Creating a local variable scope.

Alf P. Steinbach alfps at start.no
Sun Nov 29 20:11:12 EST 2009


* markolopa:
> 
> On 18 Sep, 10:36, "markol... at gmail.com" <markol... at gmail.com> wrote:
>> On Sep 11, 7:36 pm, Johan Grönqvist <johan.gronqv... at gmail.com> wrote:
>>> I find several places in my code where I would like tohavea variable
>>> scope that is smaller than the enclosing function/class/module definition.
>> This is one of the single major frustrations I have with Python and an
>> important source of bugs for me. Here is a typical situation
> 
> Here is another bug that I just got.

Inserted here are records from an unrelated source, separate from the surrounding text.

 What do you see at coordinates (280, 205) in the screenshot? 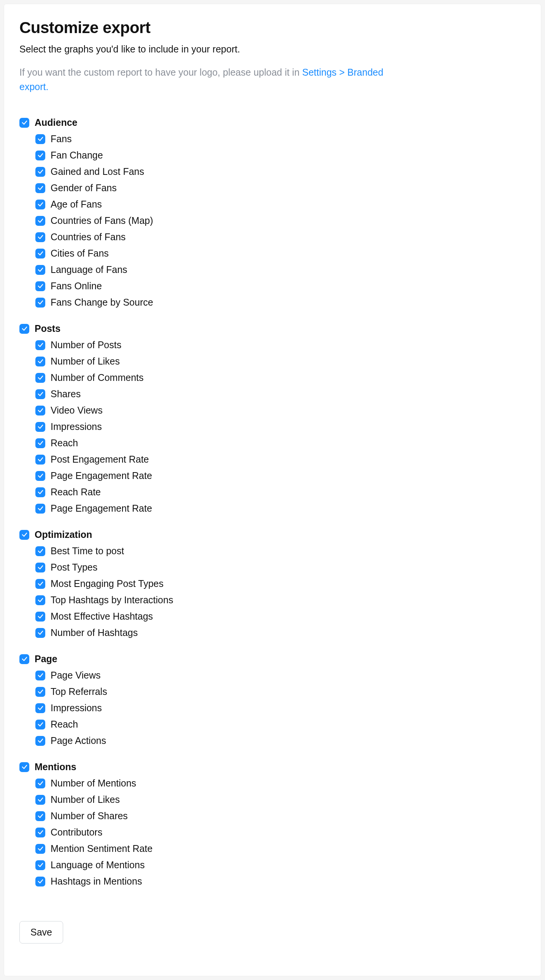
I see `list-item: Age of Fans` at bounding box center [280, 205].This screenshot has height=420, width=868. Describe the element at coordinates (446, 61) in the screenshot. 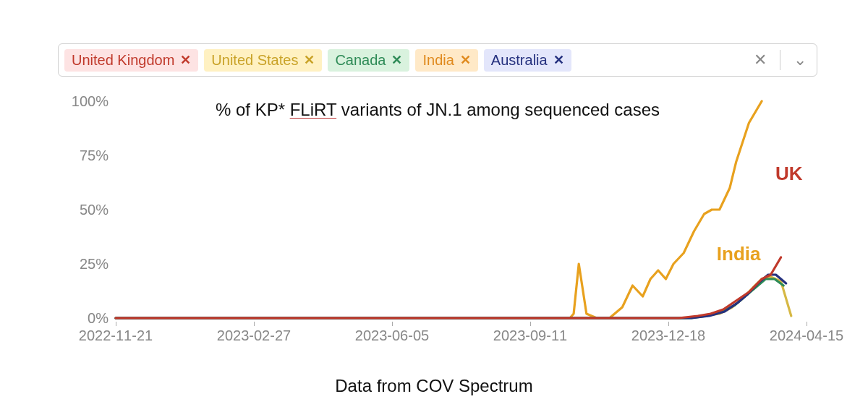

I see `filter-chip: India✕` at that location.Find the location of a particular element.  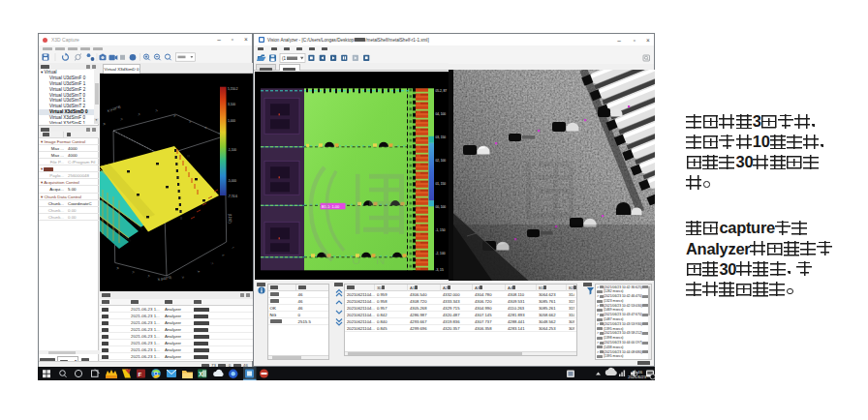

svg-text: VISION is located at coordinates (566, 245). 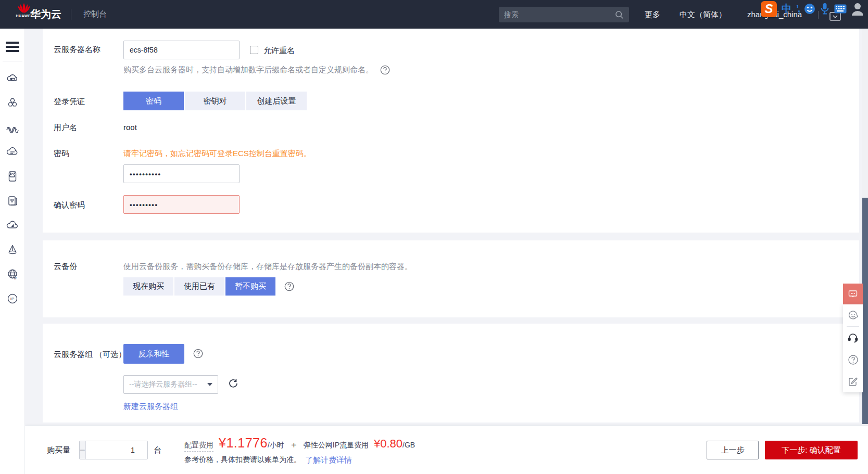 I want to click on search-icon, so click(x=620, y=15). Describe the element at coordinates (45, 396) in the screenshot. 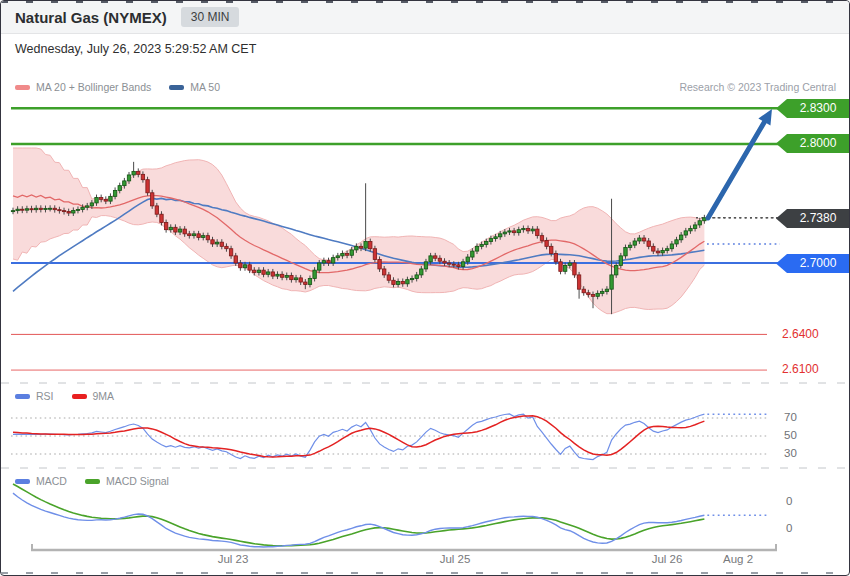

I see `legend-rsi-label: RSI` at that location.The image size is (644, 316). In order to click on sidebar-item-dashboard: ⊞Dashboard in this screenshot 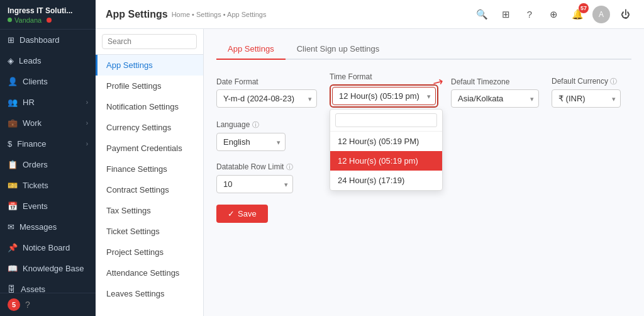, I will do `click(48, 40)`. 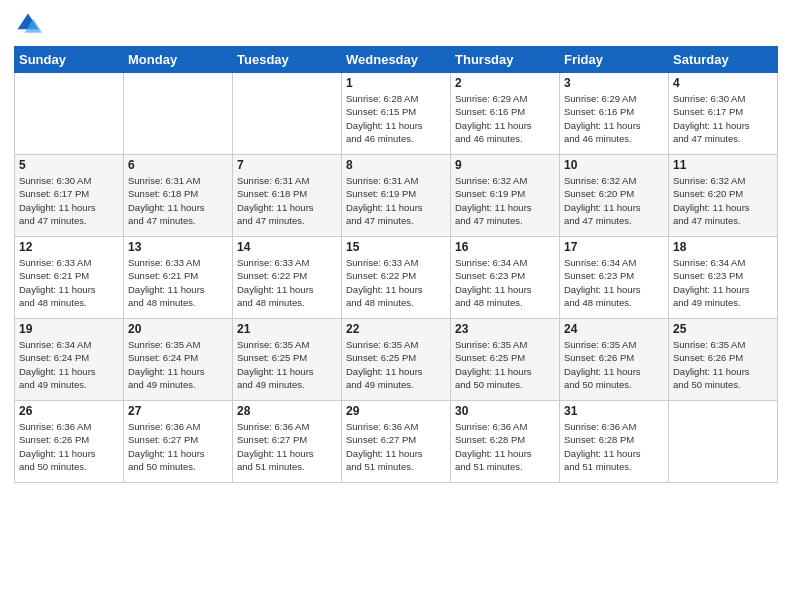 What do you see at coordinates (70, 196) in the screenshot?
I see `calendar-cell: 5Sunrise: 6:30 AM Sunset: 6:17 PM Daylig…` at bounding box center [70, 196].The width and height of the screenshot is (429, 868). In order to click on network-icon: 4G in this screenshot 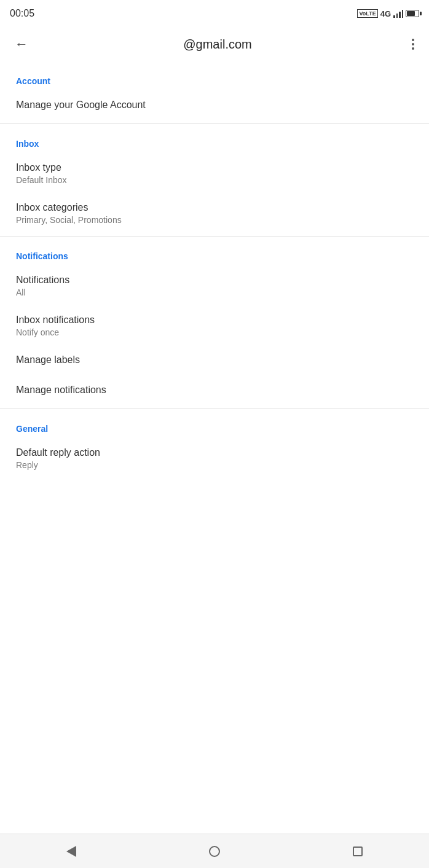, I will do `click(386, 14)`.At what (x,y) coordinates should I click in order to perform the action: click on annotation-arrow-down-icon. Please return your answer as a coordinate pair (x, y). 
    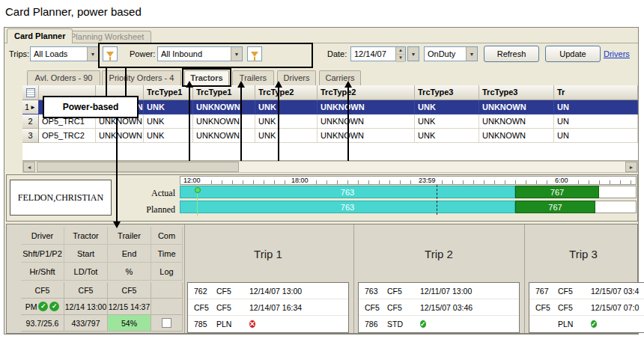
    Looking at the image, I should click on (117, 225).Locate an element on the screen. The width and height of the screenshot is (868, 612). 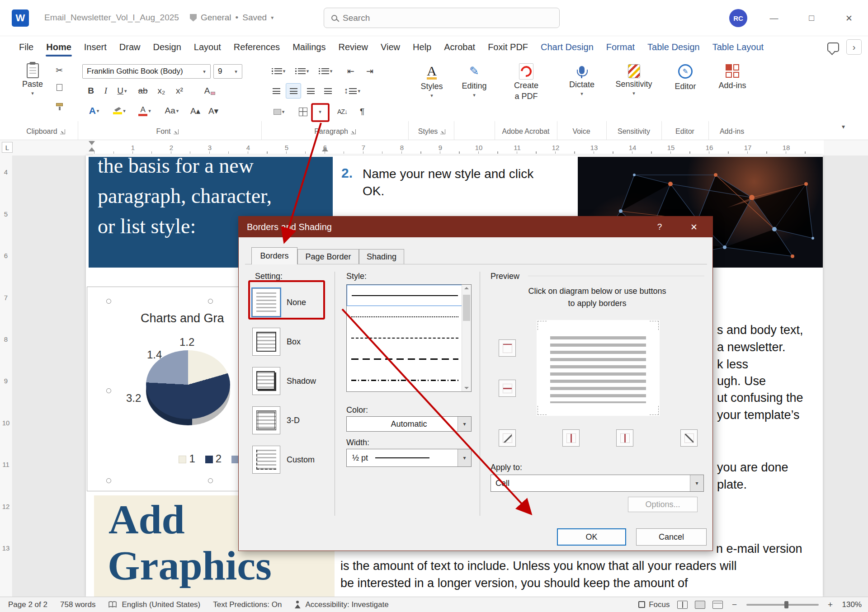
setting-option-none: None is located at coordinates (293, 302).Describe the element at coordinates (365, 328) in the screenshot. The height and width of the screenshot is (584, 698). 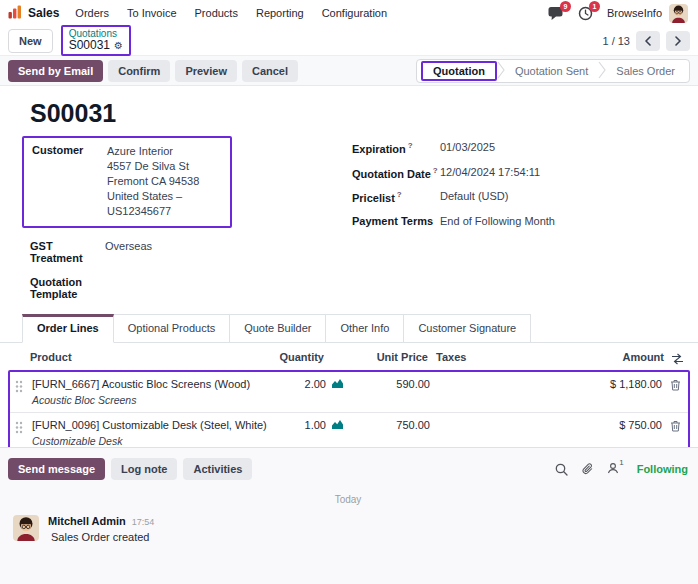
I see `tab-other-info: Other Info` at that location. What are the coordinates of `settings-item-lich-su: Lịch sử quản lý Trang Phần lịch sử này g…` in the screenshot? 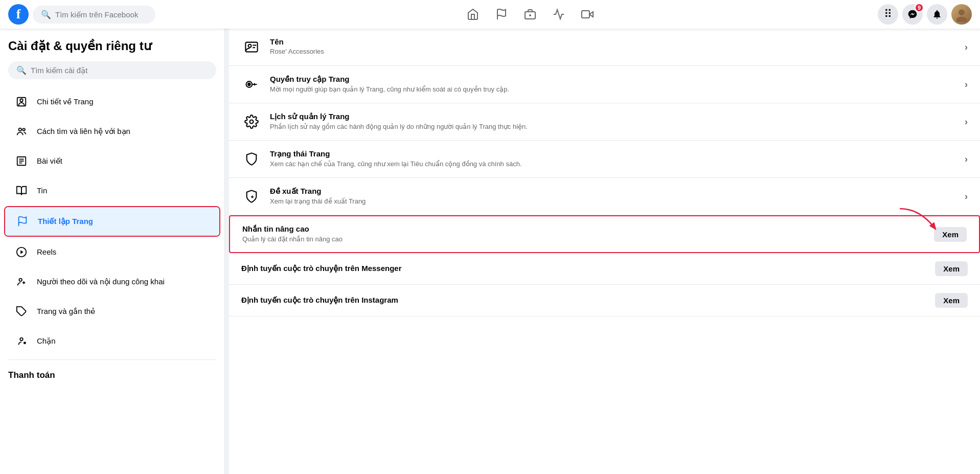 It's located at (604, 122).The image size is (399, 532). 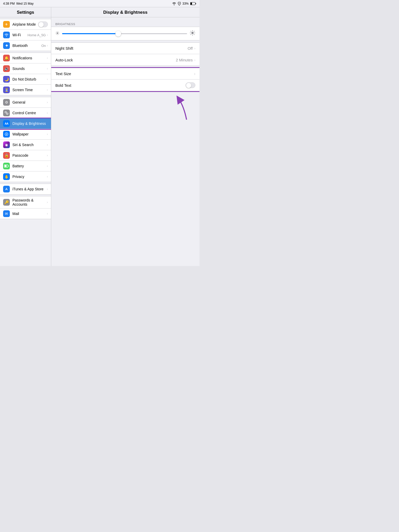 What do you see at coordinates (193, 4) in the screenshot?
I see `battery-icon` at bounding box center [193, 4].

Twenty minutes lost to find it...
> 
> class ValueColumn(AbstractColumn):
>     def __init__(self, name, header, domain_names):
>         if type(domain_names) != tuple:
>             raise ValueError('a tuple of domain names must be given')
>         for name in domain_names:
>             if type(name) != str:
>                 raise ValueError('a tuple of domain names must be
> given')
>         self.domain_names = domain_names
>         super(ValueColumn, self).__init__(name, header)
> 
> The upper class was initialized with the wrong name, because the for
> loop to check
> domain_names used "name" which is also the argument to be passed.
> 
> If is an old thread but I am reopening to present real situation where
> this Python
> "feature" bothers me...

I think if one could somehow declare names as const (final, readonly, whatever) 
then that would cover the above plus much more.